New and Improved AIDS Treatments Bring Hope, But at a Cost
Although "things today are better than ever" for those living with HIV, there remains an "undercurrent of fear" among patients who will be part of "human [drug] experimentation" for the rest of their lives, according to the current issue of U.S. News & World Report. "AIDS is a different disease in 2001" than it was in the early 1990s, John Bartlett, chief of the division of infectious diseases at Johns Hopkins School of Medicine, said. He called the last two decades of development "one of the most dramatic changes ... ever seen with an infection." Prior to the introduction of protease inhibitors, which block the virus from being released from infected cells, patients died within months or a few years of being diagnosed with AIDS. After the introduction of protease inhibitors in 1995, AIDS-related deaths for the first time declined by 25% in 1996 and have continued to fall, as drug therapies are improved and refined.
History Repeats Itself
However, many people living with HIV/AIDS today were not yet born during or "scarcely aware" of the "terrifying and highly visible slaughter" that accompanied the epidemic when it surfaced in 1981. Although the "transformation of the world's latest plague in America is nothing short of miraculous ... hope itself has a cost," U.S. News & World Report reports. Falling mortality rates have led many to no longer view HIV as a "death sentence," and HIV infection rates have "held steady." A 1999 study of 416 gay men found that "the more optimistic they were about new [HIV/AIDS] treatments, the less likely they were to practice safe sex." The CDC reports that the rate of STDs is rising among "some teenagers," a signal that they are taking "sexual risks" as if "it were still that more forgiving sexual time before 1980." In addition, HIV educators report that young people often assume that people like Magic Johnson, who is HIV-positive but has no detectable virus in his bloodstream, have been cured.
Side Effects 'Out of Nowhere'
Although the drugs prolong life and are easier to take than the older therapies that sometimes required waking up in the middle of the night to take pills, today's drug therapies are "more like cancer treatments than allergy or blood pressure pills: toxic substances that attack the body even as they keep the disease in check," U.S. News reports. Long term consequences of the drugs are "unknown," but "early indications are unsettling." Apparent drug side effects, like lipodystrophy, the redistribution of fat deposits in the body, and osteonecrosis, a "crippling" bone disease, appear "out of nowhere." More typical side effects of the drugs range from "chronic diarrhea" and nausea to "chronic nightmares" and disorientation. U.S. News also reports that there has been an increase in the number of patients who develop diabetes and dementia, "leading to fears that although the new drugs protect the body, they do not protect the mind." Patients must abide by the "scrupulous" drug regimens despite side effects, because the failure to take "even a pill or two a month" can open the door to resistance and viral mutation. According to Kenneth Mayer, medical director of research and evaluation at Fenway Community Health, "the virus is still smarter than we are" (Brink, U.S. News & World Report, 1/29).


• [EXERCISE DESCRIPTION]: Whenever a line of the data below holds the string "label", copy that line.

• [AVAILABLE DATA]:
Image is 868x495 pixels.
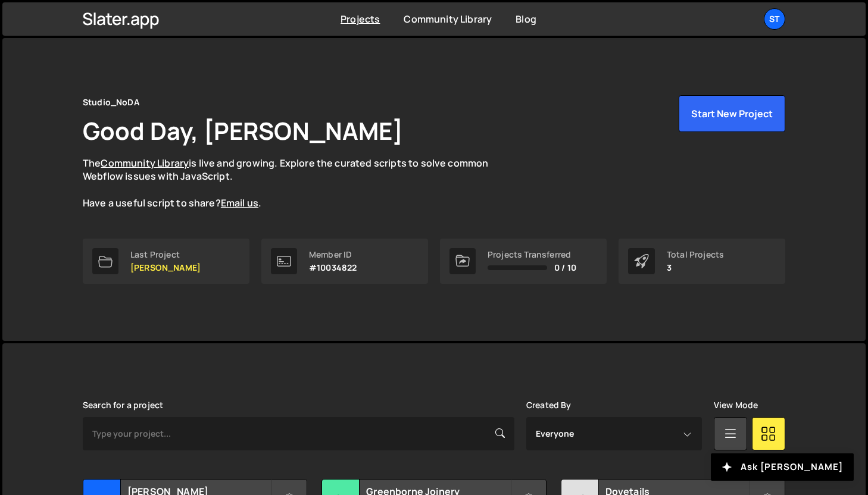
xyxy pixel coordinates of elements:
p: 3 [667,263,724,273]
div: Projects Transferred [487,250,576,260]
label: Search for a project [83,401,163,410]
a: Email us [221,196,258,210]
label: View Mode [714,401,758,410]
div: Studio_NoDA [83,95,139,109]
p: [PERSON_NAME] [130,263,201,273]
h1: Good Day, [PERSON_NAME] [83,115,404,147]
a: Community Library [100,157,189,170]
a: Projects [341,12,380,26]
div: Member ID [309,250,357,260]
a: Community Library [404,12,492,26]
a: Last Project [PERSON_NAME] [83,239,249,284]
button: Ask [PERSON_NAME] [711,454,854,481]
div: Last Project [130,250,201,260]
a: Blog [516,12,537,26]
label: Created By [526,401,572,410]
input: Type your project... [83,417,515,451]
span: 0 / 10 [554,263,576,273]
a: St [764,8,785,30]
p: The is live and growing. Explore the curated scripts to solve common Webflow issues with JavaScri... [83,157,512,211]
p: #10034822 [309,263,357,273]
button: Start New Project [679,95,785,132]
div: Total Projects [667,250,724,260]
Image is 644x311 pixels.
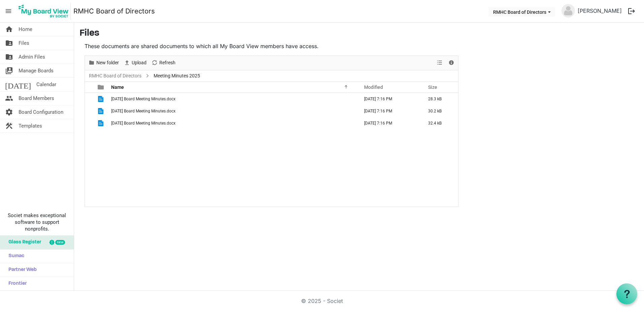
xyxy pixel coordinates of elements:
td: checkbox [85,117,94,129]
td: August 20, 2025 7:16 PM column header Modified [357,105,421,117]
p: These documents are shared documents to which all My Board View members have access. [84,42,458,50]
td: August 20, 2025 7:16 PM column header Modified [357,117,421,129]
td: 28.3 kB is template cell column header Size [421,93,458,105]
span: Manage Boards [19,64,54,77]
button: View dropdownbutton [435,59,444,67]
span: Calendar [36,78,56,92]
td: checkbox [85,93,94,105]
td: 2025 March 20 Board Meeting Minutes.docx is template cell column header Name [109,105,357,117]
a: © 2025 - Societ [301,298,343,305]
span: Glass Register [5,236,41,250]
img: My Board View Logo [16,3,71,19]
div: View [434,56,445,70]
span: Board Configuration [19,106,64,119]
img: no-profile-picture.svg [562,4,575,18]
button: RMHC Board of Directors dropdownbutton [489,7,555,16]
div: Upload [122,56,149,70]
a: My Board View Logo [16,3,74,19]
span: Meeting Minutes 2025 [152,71,202,80]
td: 2025 May 15 Board Meeting Minutes.docx is template cell column header Name [109,117,357,129]
span: Partner Web [5,264,36,277]
span: Societ makes exceptional software to support nonprofits. [3,212,71,232]
span: settings [5,106,13,119]
span: Home [19,23,32,36]
td: is template cell column header type [94,93,109,105]
td: is template cell column header type [94,105,109,117]
button: Refresh [150,59,177,67]
span: construction [5,119,13,133]
span: [DATE] Board Meeting Minutes.docx [112,97,176,102]
span: [DATE] [5,78,31,92]
td: 2025 January 16 Board Meeting Minutes.docx is template cell column header Name [109,93,357,105]
span: [DATE] Board Meeting Minutes.docx [112,121,176,126]
h3: Files [79,28,638,39]
span: [DATE] Board Meeting Minutes.docx [112,109,176,114]
span: home [5,23,13,36]
span: Sumac [5,250,24,263]
button: Upload [123,59,148,67]
span: Size [428,84,437,90]
button: Details [447,59,456,67]
a: [PERSON_NAME] [575,4,625,18]
span: Refresh [159,59,176,67]
span: New folder [96,59,119,67]
span: switch_account [5,64,13,77]
span: menu [2,5,15,18]
span: Files [19,36,29,50]
td: checkbox [85,105,94,117]
span: folder_shared [5,50,13,64]
div: New folder [86,56,122,70]
span: Board Members [19,92,54,105]
div: new [55,240,65,245]
span: Name [112,84,124,90]
td: 32.4 kB is template cell column header Size [421,117,458,129]
button: logout [625,4,638,18]
span: Upload [131,59,147,67]
a: RMHC Board of Directors [88,71,143,80]
td: is template cell column header type [94,117,109,129]
td: August 20, 2025 7:16 PM column header Modified [357,93,421,105]
button: New folder [87,59,120,67]
div: Refresh [149,56,178,70]
div: Details [445,56,457,70]
span: people [5,92,13,105]
span: Modified [364,84,383,90]
span: folder_shared [5,36,13,50]
span: Frontier [5,277,26,291]
a: RMHC Board of Directors [74,4,155,18]
span: Templates [19,119,42,133]
td: 30.2 kB is template cell column header Size [421,105,458,117]
span: Admin Files [19,50,45,64]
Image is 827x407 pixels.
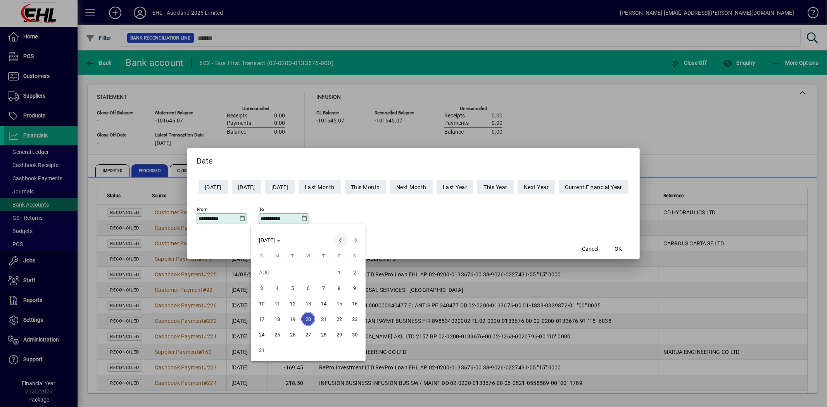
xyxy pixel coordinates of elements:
span: 22 [332,312,346,326]
span: 13 [301,297,315,310]
span: T [291,253,294,259]
span: 1 [332,265,346,279]
button: Mon Aug 25 2025 [269,327,285,342]
button: Next month [348,233,364,248]
span: [DATE] [259,237,275,243]
span: 5 [286,281,300,295]
span: 8 [332,281,346,295]
button: Sat Aug 23 2025 [347,311,362,327]
span: 10 [255,297,269,310]
button: Fri Aug 22 2025 [331,311,347,327]
button: Wed Aug 27 2025 [300,327,316,342]
span: 31 [255,343,269,357]
button: Thu Aug 14 2025 [316,296,331,311]
span: 21 [317,312,331,326]
span: 4 [270,281,284,295]
span: 29 [332,328,346,341]
span: S [260,253,263,259]
span: 14 [317,297,331,310]
button: Wed Aug 20 2025 [300,311,316,327]
button: Sun Aug 10 2025 [254,296,269,311]
button: Fri Aug 01 2025 [331,265,347,280]
td: AUG [254,265,331,280]
button: Sat Aug 09 2025 [347,280,362,296]
span: M [275,253,279,259]
button: Wed Aug 06 2025 [300,280,316,296]
button: Fri Aug 08 2025 [331,280,347,296]
span: 12 [286,297,300,310]
button: Tue Aug 26 2025 [285,327,300,342]
span: 23 [348,312,362,326]
button: Sun Aug 24 2025 [254,327,269,342]
button: Sun Aug 17 2025 [254,311,269,327]
span: 16 [348,297,362,310]
span: 7 [317,281,331,295]
button: Tue Aug 19 2025 [285,311,300,327]
button: Tue Aug 12 2025 [285,296,300,311]
button: Mon Aug 11 2025 [269,296,285,311]
span: 24 [255,328,269,341]
span: W [306,253,310,259]
span: 20 [301,312,315,326]
span: F [338,253,340,259]
button: Thu Aug 28 2025 [316,327,331,342]
button: Sat Aug 02 2025 [347,265,362,280]
span: 30 [348,328,362,341]
span: 27 [301,328,315,341]
span: 19 [286,312,300,326]
span: 2 [348,265,362,279]
button: Thu Aug 21 2025 [316,311,331,327]
button: Tue Aug 05 2025 [285,280,300,296]
span: 17 [255,312,269,326]
button: Mon Aug 04 2025 [269,280,285,296]
span: 6 [301,281,315,295]
button: Fri Aug 29 2025 [331,327,347,342]
button: Sun Aug 31 2025 [254,342,269,358]
span: 11 [270,297,284,310]
span: S [353,253,356,259]
button: Previous month [333,233,348,248]
span: 28 [317,328,331,341]
span: 18 [270,312,284,326]
button: Sun Aug 03 2025 [254,280,269,296]
span: T [322,253,325,259]
button: Sat Aug 16 2025 [347,296,362,311]
span: 15 [332,297,346,310]
button: Choose month and year [256,233,284,247]
span: 3 [255,281,269,295]
span: 26 [286,328,300,341]
button: Sat Aug 30 2025 [347,327,362,342]
span: 25 [270,328,284,341]
span: 9 [348,281,362,295]
button: Thu Aug 07 2025 [316,280,331,296]
button: Mon Aug 18 2025 [269,311,285,327]
button: Wed Aug 13 2025 [300,296,316,311]
button: Fri Aug 15 2025 [331,296,347,311]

• [YOUR RESPONSE]:
label: Search for a project [83,401,163,410]
label: View Mode [714,401,758,410]
label: Created By [526,401,572,410]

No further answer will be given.